DevgainsDevgainsDevgains
All articles

Keys in Lists: The Subtle React Bug You Ship Every Time You Get Them Wrong

·4 min read
Keys in Lists: The Subtle React Bug You Ship Every Time You Get Them Wrong

Photo: Unsplash

The key prop looks like a formality. You map over an array, React nags you in the console, you slap key={index} on it, the warning disappears, and you move on. Months later a user reports that deleting the second item in a list clears the wrong row's text — and you've just met the most common avoidable bug in React.

Keys aren't decoration. They're how React decides which component instance maps to which piece of data across renders. Get them wrong and React keeps the wrong DOM and the wrong state.

What keys actually do

When a list re-renders, React has to match the new array of elements against the previous one to decide what to create, update, or destroy. Keys are the identity it matches on. The React docs on rendering lists put it plainly: a key tells React which array item each component corresponds to, even if items move.

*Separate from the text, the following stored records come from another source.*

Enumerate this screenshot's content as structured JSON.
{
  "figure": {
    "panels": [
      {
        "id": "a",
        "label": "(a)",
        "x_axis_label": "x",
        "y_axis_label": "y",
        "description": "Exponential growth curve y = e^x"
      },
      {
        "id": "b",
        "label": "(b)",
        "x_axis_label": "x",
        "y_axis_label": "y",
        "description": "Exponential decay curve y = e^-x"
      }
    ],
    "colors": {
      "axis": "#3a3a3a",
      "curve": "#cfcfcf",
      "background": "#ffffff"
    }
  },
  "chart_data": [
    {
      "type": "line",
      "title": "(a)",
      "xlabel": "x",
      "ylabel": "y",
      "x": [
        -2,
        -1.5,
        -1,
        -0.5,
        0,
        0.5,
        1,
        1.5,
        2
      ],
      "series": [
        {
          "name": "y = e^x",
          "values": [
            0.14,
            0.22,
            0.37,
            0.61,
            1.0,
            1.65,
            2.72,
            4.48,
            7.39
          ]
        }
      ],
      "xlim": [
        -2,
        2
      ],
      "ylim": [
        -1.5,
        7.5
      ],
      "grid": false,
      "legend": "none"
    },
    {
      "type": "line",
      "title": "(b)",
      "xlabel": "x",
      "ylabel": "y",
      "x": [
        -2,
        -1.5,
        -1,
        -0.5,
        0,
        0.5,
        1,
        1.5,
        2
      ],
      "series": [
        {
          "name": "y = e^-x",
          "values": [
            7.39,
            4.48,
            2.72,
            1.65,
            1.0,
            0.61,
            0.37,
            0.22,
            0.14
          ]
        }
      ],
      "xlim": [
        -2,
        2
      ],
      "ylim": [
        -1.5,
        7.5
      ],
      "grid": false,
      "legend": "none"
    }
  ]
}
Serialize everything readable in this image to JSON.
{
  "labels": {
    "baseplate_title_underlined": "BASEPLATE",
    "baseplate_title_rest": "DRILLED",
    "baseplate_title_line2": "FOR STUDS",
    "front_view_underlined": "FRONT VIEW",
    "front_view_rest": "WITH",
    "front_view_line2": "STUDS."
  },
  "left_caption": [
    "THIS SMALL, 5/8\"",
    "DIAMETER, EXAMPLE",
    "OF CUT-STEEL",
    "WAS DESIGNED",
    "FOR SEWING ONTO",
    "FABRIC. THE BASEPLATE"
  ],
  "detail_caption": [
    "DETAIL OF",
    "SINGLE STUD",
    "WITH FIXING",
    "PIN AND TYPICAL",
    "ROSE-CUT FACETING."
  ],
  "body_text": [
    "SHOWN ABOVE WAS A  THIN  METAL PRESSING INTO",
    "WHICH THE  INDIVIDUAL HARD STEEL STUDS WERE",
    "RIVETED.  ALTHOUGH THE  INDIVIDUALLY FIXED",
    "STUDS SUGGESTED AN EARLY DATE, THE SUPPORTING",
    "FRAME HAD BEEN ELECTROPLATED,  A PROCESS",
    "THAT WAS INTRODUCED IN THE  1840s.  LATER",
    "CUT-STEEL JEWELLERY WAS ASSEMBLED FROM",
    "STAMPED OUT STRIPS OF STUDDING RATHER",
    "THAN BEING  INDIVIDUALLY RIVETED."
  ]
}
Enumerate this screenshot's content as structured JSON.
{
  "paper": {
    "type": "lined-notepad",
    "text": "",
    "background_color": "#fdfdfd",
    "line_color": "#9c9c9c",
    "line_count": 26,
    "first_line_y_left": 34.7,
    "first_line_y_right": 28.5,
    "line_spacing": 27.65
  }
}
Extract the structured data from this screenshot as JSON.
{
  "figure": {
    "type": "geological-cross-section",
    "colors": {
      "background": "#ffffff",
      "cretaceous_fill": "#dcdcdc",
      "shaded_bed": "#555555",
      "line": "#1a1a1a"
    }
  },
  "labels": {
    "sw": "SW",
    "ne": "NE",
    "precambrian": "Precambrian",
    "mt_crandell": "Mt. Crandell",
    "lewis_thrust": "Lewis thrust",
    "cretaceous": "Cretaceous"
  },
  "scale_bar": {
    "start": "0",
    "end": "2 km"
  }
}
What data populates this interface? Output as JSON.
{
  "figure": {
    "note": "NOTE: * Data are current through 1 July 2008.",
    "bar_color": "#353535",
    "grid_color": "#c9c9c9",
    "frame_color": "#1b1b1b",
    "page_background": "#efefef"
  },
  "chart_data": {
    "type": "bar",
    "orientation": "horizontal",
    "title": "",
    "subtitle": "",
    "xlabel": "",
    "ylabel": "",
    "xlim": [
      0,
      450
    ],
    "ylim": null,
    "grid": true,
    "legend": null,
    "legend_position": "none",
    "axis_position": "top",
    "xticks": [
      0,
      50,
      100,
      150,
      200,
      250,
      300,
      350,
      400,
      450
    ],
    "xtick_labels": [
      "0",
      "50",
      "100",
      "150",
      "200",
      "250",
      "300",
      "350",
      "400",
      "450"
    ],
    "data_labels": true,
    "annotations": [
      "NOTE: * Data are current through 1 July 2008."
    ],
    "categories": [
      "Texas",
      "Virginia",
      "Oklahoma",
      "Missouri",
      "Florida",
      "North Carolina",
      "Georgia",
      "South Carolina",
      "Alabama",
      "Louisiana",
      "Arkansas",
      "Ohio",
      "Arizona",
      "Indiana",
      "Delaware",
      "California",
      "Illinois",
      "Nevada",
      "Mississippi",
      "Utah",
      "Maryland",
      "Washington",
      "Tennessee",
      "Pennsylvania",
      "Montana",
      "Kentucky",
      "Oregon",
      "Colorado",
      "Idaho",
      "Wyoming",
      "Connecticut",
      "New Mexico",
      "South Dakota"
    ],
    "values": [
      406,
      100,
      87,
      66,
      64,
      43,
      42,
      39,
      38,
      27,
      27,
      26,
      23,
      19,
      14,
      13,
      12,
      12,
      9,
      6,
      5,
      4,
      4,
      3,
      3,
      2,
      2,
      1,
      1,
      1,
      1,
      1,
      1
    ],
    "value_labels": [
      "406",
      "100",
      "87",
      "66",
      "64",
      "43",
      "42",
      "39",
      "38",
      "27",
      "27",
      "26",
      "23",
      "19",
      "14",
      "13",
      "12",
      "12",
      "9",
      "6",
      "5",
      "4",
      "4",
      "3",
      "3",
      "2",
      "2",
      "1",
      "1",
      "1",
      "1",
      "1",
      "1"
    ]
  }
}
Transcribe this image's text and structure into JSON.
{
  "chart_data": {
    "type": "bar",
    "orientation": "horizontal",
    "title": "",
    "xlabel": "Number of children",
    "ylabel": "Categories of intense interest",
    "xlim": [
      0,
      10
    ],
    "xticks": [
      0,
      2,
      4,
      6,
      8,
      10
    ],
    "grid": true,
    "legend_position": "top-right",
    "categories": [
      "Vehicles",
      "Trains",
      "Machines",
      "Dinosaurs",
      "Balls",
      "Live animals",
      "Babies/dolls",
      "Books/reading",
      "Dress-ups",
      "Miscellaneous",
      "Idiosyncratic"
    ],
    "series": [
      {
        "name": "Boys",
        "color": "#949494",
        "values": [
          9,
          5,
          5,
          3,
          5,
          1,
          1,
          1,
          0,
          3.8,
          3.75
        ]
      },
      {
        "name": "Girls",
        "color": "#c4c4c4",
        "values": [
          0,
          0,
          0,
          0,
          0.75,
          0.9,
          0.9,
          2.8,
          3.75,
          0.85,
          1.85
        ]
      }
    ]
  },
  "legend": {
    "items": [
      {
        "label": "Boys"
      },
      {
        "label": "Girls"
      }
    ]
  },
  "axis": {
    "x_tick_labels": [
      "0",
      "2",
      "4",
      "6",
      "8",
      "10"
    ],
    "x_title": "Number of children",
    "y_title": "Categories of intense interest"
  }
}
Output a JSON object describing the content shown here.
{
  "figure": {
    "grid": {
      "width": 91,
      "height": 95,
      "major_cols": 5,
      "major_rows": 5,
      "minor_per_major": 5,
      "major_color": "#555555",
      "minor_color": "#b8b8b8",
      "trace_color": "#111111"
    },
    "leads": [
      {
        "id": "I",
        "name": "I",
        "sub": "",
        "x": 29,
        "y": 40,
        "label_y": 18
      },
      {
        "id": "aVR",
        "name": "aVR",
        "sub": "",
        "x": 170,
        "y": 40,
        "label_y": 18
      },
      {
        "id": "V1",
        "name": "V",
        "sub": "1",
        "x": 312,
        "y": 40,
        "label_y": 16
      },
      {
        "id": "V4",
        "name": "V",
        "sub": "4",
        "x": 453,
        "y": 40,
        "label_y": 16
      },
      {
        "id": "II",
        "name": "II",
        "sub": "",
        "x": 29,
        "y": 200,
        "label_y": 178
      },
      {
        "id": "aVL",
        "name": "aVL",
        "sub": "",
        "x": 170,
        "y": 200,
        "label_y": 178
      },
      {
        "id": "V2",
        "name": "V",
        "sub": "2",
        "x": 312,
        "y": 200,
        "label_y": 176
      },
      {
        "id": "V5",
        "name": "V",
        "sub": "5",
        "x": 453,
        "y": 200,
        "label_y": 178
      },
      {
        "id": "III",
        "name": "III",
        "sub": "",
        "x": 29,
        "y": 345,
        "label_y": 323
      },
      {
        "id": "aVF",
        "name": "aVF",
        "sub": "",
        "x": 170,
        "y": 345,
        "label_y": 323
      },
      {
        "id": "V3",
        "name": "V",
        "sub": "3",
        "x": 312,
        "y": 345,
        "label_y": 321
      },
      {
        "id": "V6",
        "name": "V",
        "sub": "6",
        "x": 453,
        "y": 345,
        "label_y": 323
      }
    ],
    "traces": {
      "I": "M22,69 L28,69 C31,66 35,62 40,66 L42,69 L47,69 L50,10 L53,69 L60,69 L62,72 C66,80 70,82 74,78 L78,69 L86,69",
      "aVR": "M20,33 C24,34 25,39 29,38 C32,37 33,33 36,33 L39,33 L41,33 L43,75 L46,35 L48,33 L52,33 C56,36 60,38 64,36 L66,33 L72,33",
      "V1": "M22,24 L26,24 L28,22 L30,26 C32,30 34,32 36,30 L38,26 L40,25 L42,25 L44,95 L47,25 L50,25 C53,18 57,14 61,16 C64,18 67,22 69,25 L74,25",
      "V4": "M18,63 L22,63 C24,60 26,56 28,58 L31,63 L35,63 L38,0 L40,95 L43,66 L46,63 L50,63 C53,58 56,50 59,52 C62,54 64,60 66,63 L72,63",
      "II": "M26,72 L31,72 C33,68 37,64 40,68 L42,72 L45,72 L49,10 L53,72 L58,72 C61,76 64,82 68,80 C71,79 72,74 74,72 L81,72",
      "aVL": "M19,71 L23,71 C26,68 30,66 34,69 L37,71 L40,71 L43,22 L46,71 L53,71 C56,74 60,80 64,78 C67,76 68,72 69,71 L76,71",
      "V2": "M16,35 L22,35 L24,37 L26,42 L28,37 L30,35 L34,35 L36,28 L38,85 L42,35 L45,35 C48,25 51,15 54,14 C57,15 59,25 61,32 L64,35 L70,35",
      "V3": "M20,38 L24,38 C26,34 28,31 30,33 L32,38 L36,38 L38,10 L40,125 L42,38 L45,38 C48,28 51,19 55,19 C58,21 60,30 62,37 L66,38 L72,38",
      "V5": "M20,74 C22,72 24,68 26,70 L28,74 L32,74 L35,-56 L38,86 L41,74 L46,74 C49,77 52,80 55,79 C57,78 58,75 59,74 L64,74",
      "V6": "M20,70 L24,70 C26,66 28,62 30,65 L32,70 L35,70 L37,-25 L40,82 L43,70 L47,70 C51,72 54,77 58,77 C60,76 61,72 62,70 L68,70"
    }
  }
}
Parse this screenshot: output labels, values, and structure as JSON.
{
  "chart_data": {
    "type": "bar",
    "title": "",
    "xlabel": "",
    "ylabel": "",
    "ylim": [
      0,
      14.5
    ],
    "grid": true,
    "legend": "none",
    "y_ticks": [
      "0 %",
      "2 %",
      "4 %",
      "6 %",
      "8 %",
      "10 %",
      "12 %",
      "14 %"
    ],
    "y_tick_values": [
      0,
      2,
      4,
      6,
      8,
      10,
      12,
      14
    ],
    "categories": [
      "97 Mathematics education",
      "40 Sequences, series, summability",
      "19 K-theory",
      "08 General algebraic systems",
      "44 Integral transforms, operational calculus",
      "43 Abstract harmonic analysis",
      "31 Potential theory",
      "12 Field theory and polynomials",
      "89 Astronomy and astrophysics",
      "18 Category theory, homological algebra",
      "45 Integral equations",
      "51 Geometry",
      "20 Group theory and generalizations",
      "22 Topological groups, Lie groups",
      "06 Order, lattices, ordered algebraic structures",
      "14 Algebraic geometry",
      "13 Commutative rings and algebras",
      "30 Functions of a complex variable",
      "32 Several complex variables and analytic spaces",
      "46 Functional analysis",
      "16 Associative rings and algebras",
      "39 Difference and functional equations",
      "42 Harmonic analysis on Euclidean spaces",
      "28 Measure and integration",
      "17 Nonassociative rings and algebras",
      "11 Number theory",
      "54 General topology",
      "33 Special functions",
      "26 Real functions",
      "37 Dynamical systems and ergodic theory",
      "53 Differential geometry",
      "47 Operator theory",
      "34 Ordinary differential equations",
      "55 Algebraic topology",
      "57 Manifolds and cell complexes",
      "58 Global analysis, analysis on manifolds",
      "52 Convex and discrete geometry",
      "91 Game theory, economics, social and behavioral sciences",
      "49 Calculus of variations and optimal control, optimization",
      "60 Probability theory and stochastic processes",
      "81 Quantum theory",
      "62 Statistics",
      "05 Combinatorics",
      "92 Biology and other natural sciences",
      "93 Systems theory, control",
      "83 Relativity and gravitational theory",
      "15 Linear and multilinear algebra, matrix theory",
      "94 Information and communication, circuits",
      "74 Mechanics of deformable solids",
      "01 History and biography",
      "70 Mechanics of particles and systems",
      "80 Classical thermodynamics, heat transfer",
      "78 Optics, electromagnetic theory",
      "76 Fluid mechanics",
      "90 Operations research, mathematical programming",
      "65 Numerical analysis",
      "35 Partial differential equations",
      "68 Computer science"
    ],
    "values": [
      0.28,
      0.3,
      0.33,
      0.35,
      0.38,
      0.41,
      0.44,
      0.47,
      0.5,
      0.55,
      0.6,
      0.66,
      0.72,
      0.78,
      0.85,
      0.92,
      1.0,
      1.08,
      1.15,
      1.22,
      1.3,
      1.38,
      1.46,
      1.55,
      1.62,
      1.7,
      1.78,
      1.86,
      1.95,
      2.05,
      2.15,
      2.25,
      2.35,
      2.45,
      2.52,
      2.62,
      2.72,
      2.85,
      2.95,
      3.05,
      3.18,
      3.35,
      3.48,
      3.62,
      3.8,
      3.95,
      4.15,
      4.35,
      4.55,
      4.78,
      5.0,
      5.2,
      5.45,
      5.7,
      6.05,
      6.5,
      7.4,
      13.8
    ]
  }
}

Without stable keys, React falls back to position. Item 0 is matched to item 0, item 1 to item 1, and so on. That's fine until the list reorders, and then position lies.

Why key={index} breaks

Imagine a list of three to-dos, each rendered with a controlled input holding draft text. You key by index. Now you delete the first to-do:

Before delete:           After delete (key = index):
  key 0 → "buy milk"        key 0 → was "call bank"   ← DOM/state for index 0 stays
  key 1 → "call bank"       key 1 → was "ship order"
  key 2 → "ship order"      (key 2 unmounted)

React sees keys 0 and 1 still present, so it keeps those component instances and just updates their props. But the data shifted up by one. The input that held "buy milk"'s draft is now showing "call bank"'s row — with the old DOM state still attached. Local state, focus, scroll position, and animation state all stick to the position, not the item.

Index keys are safe only for lists that are static — never reordered, inserted into, or filtered. The moment items can move, index keys attach state to the wrong row.

Use a stable identity

The fix is to key by something intrinsic to the item that survives reordering — a database id, a UUID, a slug. Not the index, and not something you generate during render.

{todos.map((todo) => (
  <TodoRow key={todo.id} todo={todo} />   // identity travels with the data
))}

If your data genuinely has no id, generate one when you create the item, not in render:

// Good: id is created once, when the item is added.
setTodos((prev) => [...prev, { id: crypto.randomUUID(), text: "" }]);

Generating key={crypto.randomUUID()} inside map is the opposite bug: a brand-new key every render means React unmounts and remounts every row every time, destroying state and killing performance.

Keys are local, and they're not props

Two things people miss:

  • Keys only need to be unique among siblings, not globally. The same key in two different lists is fine.
  • key is not readable as a prop. If a child needs the value, pass it again explicitly:
<TodoRow key={todo.id} id={todo.id} todo={todo} />

A deliberate trick: change the key to reset state

Once you understand that a changed key means "this is a different instance," you can use it on purpose. Changing a component's key forces React to discard its state and remount — the cleanest way to reset a form when the underlying entity changes:

// Switching profiles resets all internal form state, no useEffect needed.
<ProfileForm key={selectedUserId} userId={selectedUserId} />

The React docs describe this as resetting state with a key, and it's far more reliable than trying to clear fields manually.

Takeaways

  • Keys give list items a stable identity so React maps data to the right component instance across renders.
  • key={index} attaches state and DOM to a position, so it breaks on reorder, insert, or filter.
  • Key by an intrinsic, stable id; generate ids when items are created, never during render.
  • Keys must be unique among siblings only, and key is not readable as a prop — pass the value again if needed.
  • Deliberately changing a key is the cleanest way to reset a component's state.